Prostate Cancer: 'Change in Mindset' Needed
Hello. I am Dr. Gerald Chodak for Medscape. This week I want to talk again about prostate cancer screening and treatment and the controversies surrounding the US Preventive Services Task Force (USPSTF) guidelines.
An interesting and well-done article by Scardino and Vickers, published in [AUA News] in March,and a report by Dr. Ian Thompson at the Genitourinary Cancers Symposium raised the question of whether it is time to rethink how we manage this disease. The enthusiasm for screening has clearly resulted in overdiagnosis and overtreatment. While it may reduce mortality to some extent, the USPSTF concluded that the harms of overscreening outweigh the benefits, and they recommended against screening.
Many people are obviously upset by that recommendation, thinking that by abandoning screening we will now shift back to a higher mortality. So the question being raised by these smart individuals is, can we find an approach that modifies what we have been doing and shifts us back to a favorable outcome with more benefits than harms?
Drs. Scardino and Vickers make the following suggestions. First, clearly for men with low-risk disease, we are overdiagnosing and overtreating that problem. Men over age 70 are not benefiting from treatment of low-risk disease and should be offered active surveillance. Second, we need to stop screening men who have little chance of benefiting: those with a life expectancy less than 10 years, and particularly older men. Nearly half of men over age 75 are undergoing routine screening. That clearly needs to change. For men under age 60 with a prostate specific antigen (PSA) < 1 ng/mL, the likelihood of dying from the disease during the remainder of their life is very low, and so limited screening in that group is warranted.
It makes sense to reduce the number of biopsies being performed because most men do not have prostate cancer. If you select a cutoff of 3 ng/mL and a patient has a level exceeding that, repeating the PSA within a few months before proceeding to a biopsy makes sense, because roughly 4 out of 10 men will have a drop in their PSA level back to < 3 ng/mL. Also, using the PSA velocity is not a reliable way to recommend biopsies in men with a PSA < 3 ng/mL, as it leads to a greater chance of finding low-risk cancers.
Finally, we come to the issue of active surveillance. Clearly for men over age 65 with low-risk disease, the chance of benefiting from treatment seems to be small. We need to be more cautious about counseling these men that their chance of benefiting will not be outweighed by their chance of being harmed by therapy.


* [Work instructions]: Once the pictures are set aside, transcribe the remaining data exactly.

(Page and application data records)
=====
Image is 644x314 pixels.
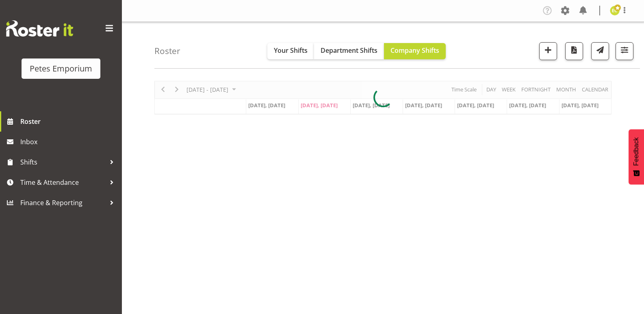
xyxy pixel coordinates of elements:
[391,46,439,55] span: Company Shifts
[591,42,609,60] button: Send a list of all shifts for the selected filtered period to all rostered employees.
[610,6,620,15] img: emma-croft7499.jpg
[321,46,377,55] span: Department Shifts
[20,136,118,148] span: Inbox
[30,63,92,75] div: Petes Emporium
[314,43,384,59] button: Department Shifts
[274,46,308,55] span: Your Shifts
[565,42,583,60] button: Download a PDF of the roster according to the set date range.
[20,176,106,188] span: Time & Attendance
[384,43,446,59] button: Company Shifts
[539,42,557,60] button: Add a new shift
[154,46,180,56] h4: Roster
[20,156,106,168] span: Shifts
[615,42,634,60] button: Filter Shifts
[267,43,314,59] button: Your Shifts
[20,197,106,209] span: Finance & Reporting
[20,115,118,128] span: Roster
[629,129,644,184] button: Feedback - Show survey
[633,137,640,166] span: Feedback
[6,20,73,36] img: Rosterit website logo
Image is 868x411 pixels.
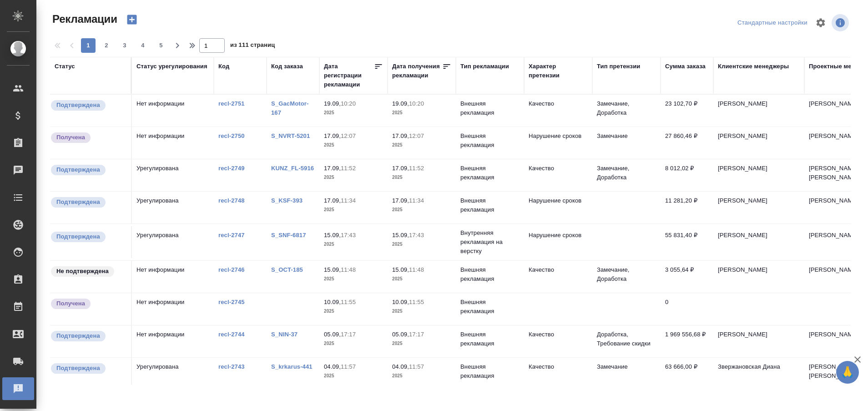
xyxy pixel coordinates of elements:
p: 17.09, [324,132,341,140]
p: 11:52 [341,165,356,172]
p: 2025 [324,339,383,348]
p: 2025 [324,206,383,215]
p: 2025 [392,173,451,182]
a: recl-2748 [219,197,245,204]
p: 11:48 [409,267,424,273]
a: S_NVRT-5201 [271,132,310,140]
p: 10:20 [409,100,424,107]
button: Создать [121,12,143,27]
p: 10:20 [341,100,356,107]
a: recl-2745 [219,299,245,305]
p: 10.09, [392,299,409,305]
td: Качество [524,261,593,293]
a: S_GacMotor-167 [271,100,308,116]
a: KUNZ_FL-5916 [271,165,314,172]
div: Тип претензии [597,62,640,71]
div: Статус урегулирования [136,62,207,71]
td: Урегулирована [132,160,214,192]
td: Урегулирована [132,192,214,223]
td: Нарушение сроков [524,127,593,159]
p: 15.09, [392,232,409,239]
td: Внешняя рекламация [456,358,524,390]
p: 17:43 [409,232,424,239]
td: [PERSON_NAME] [714,127,805,159]
div: Тип рекламации [461,62,509,71]
td: Внешняя рекламация [456,261,524,293]
p: 2025 [392,275,451,284]
p: 2025 [392,307,451,316]
div: Код заказа [271,62,303,71]
td: Внешняя рекламация [456,160,524,192]
p: 15.09, [392,267,409,273]
td: 1 969 556,68 ₽ [661,326,714,358]
p: 11:52 [409,165,424,172]
a: recl-2746 [219,267,245,273]
div: Сумма заказа [665,62,706,71]
td: Внешняя рекламация [456,94,524,126]
td: Урегулирована [132,358,214,390]
a: recl-2749 [219,165,245,172]
td: Нет информации [132,127,214,159]
td: Внешняя рекламация [456,293,524,325]
td: 8 012,02 ₽ [661,160,714,192]
td: [PERSON_NAME] [714,261,805,293]
p: Подтверждена [56,100,100,110]
p: 2025 [324,275,383,284]
p: Получена [56,299,85,309]
span: Рекламации [50,12,118,27]
a: S_NIN-37 [271,331,298,338]
div: Код [219,62,229,71]
p: 15.09, [324,232,341,239]
span: 3 [118,41,132,50]
a: recl-2750 [219,132,245,140]
td: Замечание, Доработка [593,94,661,126]
td: Внешняя рекламация [456,127,524,159]
p: 2025 [392,240,451,249]
td: Качество [524,160,593,192]
p: 2025 [392,372,451,380]
a: S_KSF-393 [271,197,302,204]
p: Получена [56,133,85,142]
p: Не подтверждена [56,267,109,276]
td: Внешняя рекламация [456,192,524,223]
td: Качество [524,94,593,126]
p: 19.09, [324,100,341,107]
td: Качество [524,358,593,390]
button: 5 [154,39,168,53]
button: 🙏 [837,361,859,384]
p: 2025 [392,206,451,215]
td: Внешняя рекламация [456,326,524,358]
p: 17:17 [409,331,424,338]
button: 2 [99,39,114,53]
p: 05.09, [324,331,341,338]
span: из 111 страниц [230,40,275,53]
p: 17.09, [392,132,409,140]
p: 2025 [324,108,383,118]
td: Нет информации [132,94,214,126]
td: Внутренняя рекламация на верстку [456,224,524,261]
p: 17.09, [324,165,341,172]
span: 4 [136,41,150,50]
td: Замечание, Доработка [593,261,661,293]
td: Нарушение сроков [524,226,593,258]
p: 15.09, [324,267,341,273]
td: Звержановская Диана [714,358,805,390]
a: S_krkarus-441 [271,363,312,370]
span: 2 [99,41,114,50]
td: 0 [661,293,714,325]
p: 2025 [324,240,383,249]
a: recl-2747 [219,232,245,239]
td: Урегулирована [132,226,214,258]
p: 04.09, [392,363,409,370]
p: Подтверждена [56,331,100,341]
td: Замечание [593,127,661,159]
p: Подтверждена [56,364,100,373]
td: [PERSON_NAME] [714,94,805,126]
p: Подтверждена [56,232,100,241]
span: 🙏 [840,363,855,382]
td: Качество [524,326,593,358]
p: 2025 [324,372,383,380]
a: S_SNF-6817 [271,232,306,239]
td: [PERSON_NAME] [714,326,805,358]
td: Доработка, Требование скидки [593,326,661,358]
=====
* [Output]:
Image is 644x314 pixels.
xyxy pixel coordinates of elements:
[391,46,439,55] span: Company Shifts
[591,42,609,60] button: Send a list of all shifts for the selected filtered period to all rostered employees.
[610,6,620,15] img: emma-croft7499.jpg
[321,46,377,55] span: Department Shifts
[20,136,118,148] span: Inbox
[30,63,92,75] div: Petes Emporium
[314,43,384,59] button: Department Shifts
[274,46,308,55] span: Your Shifts
[565,42,583,60] button: Download a PDF of the roster according to the set date range.
[20,176,106,188] span: Time & Attendance
[384,43,446,59] button: Company Shifts
[539,42,557,60] button: Add a new shift
[154,46,180,56] h4: Roster
[20,156,106,168] span: Shifts
[615,42,634,60] button: Filter Shifts
[267,43,314,59] button: Your Shifts
[20,197,106,209] span: Finance & Reporting
[20,115,118,128] span: Roster
[629,129,644,184] button: Feedback - Show survey
[633,137,640,166] span: Feedback
[6,20,73,36] img: Rosterit website logo
Image is 868x411 pixels.
xyxy pixel coordinates of elements:
p: 17.09, [324,132,341,140]
p: 11:52 [341,165,356,172]
p: 2025 [324,339,383,348]
p: 2025 [324,206,383,215]
p: 2025 [392,173,451,182]
a: recl-2748 [219,197,245,204]
p: 11:48 [409,267,424,273]
a: S_NVRT-5201 [271,132,310,140]
p: 10:20 [409,100,424,107]
button: Создать [121,12,143,27]
p: 10:20 [341,100,356,107]
a: recl-2745 [219,299,245,305]
p: 10.09, [392,299,409,305]
td: Качество [524,261,593,293]
a: S_GacMotor-167 [271,100,308,116]
a: KUNZ_FL-5916 [271,165,314,172]
div: Тип претензии [597,62,640,71]
div: Статус урегулирования [136,62,207,71]
td: Урегулирована [132,160,214,192]
td: Урегулирована [132,192,214,223]
td: Нарушение сроков [524,127,593,159]
p: 15.09, [392,232,409,239]
td: Внешняя рекламация [456,358,524,390]
p: 17:43 [409,232,424,239]
td: [PERSON_NAME] [714,127,805,159]
div: Тип рекламации [461,62,509,71]
td: Внешняя рекламация [456,261,524,293]
p: 2025 [392,275,451,284]
p: 2025 [392,307,451,316]
div: Код заказа [271,62,303,71]
td: Внешняя рекламация [456,160,524,192]
p: 15.09, [392,267,409,273]
td: 1 969 556,68 ₽ [661,326,714,358]
p: 11:52 [409,165,424,172]
a: recl-2746 [219,267,245,273]
div: Сумма заказа [665,62,706,71]
td: Внешняя рекламация [456,94,524,126]
td: Урегулирована [132,358,214,390]
a: recl-2749 [219,165,245,172]
td: Нет информации [132,127,214,159]
td: Внешняя рекламация [456,293,524,325]
td: 8 012,02 ₽ [661,160,714,192]
td: [PERSON_NAME] [714,261,805,293]
p: Подтверждена [56,100,100,110]
p: 2025 [324,275,383,284]
p: Получена [56,299,85,309]
span: Рекламации [50,12,118,27]
a: S_NIN-37 [271,331,298,338]
div: Код [219,62,229,71]
p: 15.09, [324,232,341,239]
span: 3 [118,41,132,50]
a: recl-2750 [219,132,245,140]
td: Замечание, Доработка [593,94,661,126]
td: Внешняя рекламация [456,127,524,159]
p: 2025 [392,240,451,249]
td: Качество [524,160,593,192]
p: 2025 [392,372,451,380]
a: S_KSF-393 [271,197,302,204]
p: Получена [56,133,85,142]
p: Не подтверждена [56,267,109,276]
td: Внешняя рекламация [456,192,524,223]
td: Качество [524,94,593,126]
p: 19.09, [324,100,341,107]
td: Качество [524,358,593,390]
button: 5 [154,39,168,53]
button: 🙏 [837,361,859,384]
p: 2025 [392,206,451,215]
td: Внешняя рекламация [456,326,524,358]
p: 17:17 [409,331,424,338]
button: 2 [99,39,114,53]
p: 05.09, [324,331,341,338]
span: из 111 страниц [230,40,275,53]
p: 17.09, [392,132,409,140]
p: 2025 [324,108,383,118]
td: Нет информации [132,94,214,126]
td: Внутренняя рекламация на верстку [456,224,524,261]
p: 17.09, [324,165,341,172]
span: 4 [136,41,150,50]
td: Замечание, Доработка [593,261,661,293]
td: Нарушение сроков [524,226,593,258]
p: 15.09, [324,267,341,273]
td: Звержановская Диана [714,358,805,390]
a: S_krkarus-441 [271,363,312,370]
span: 2 [99,41,114,50]
td: 0 [661,293,714,325]
p: 2025 [324,240,383,249]
a: recl-2747 [219,232,245,239]
td: Урегулирована [132,226,214,258]
p: 04.09, [392,363,409,370]
p: Подтверждена [56,331,100,341]
td: Замечание [593,127,661,159]
p: Подтверждена [56,364,100,373]
td: [PERSON_NAME] [714,94,805,126]
p: Подтверждена [56,232,100,241]
span: 🙏 [840,363,855,382]
td: Качество [524,326,593,358]
p: 2025 [324,372,383,380]
a: S_SNF-6817 [271,232,306,239]
td: [PERSON_NAME] [714,326,805,358]
td: Доработка, Требование скидки [593,326,661,358]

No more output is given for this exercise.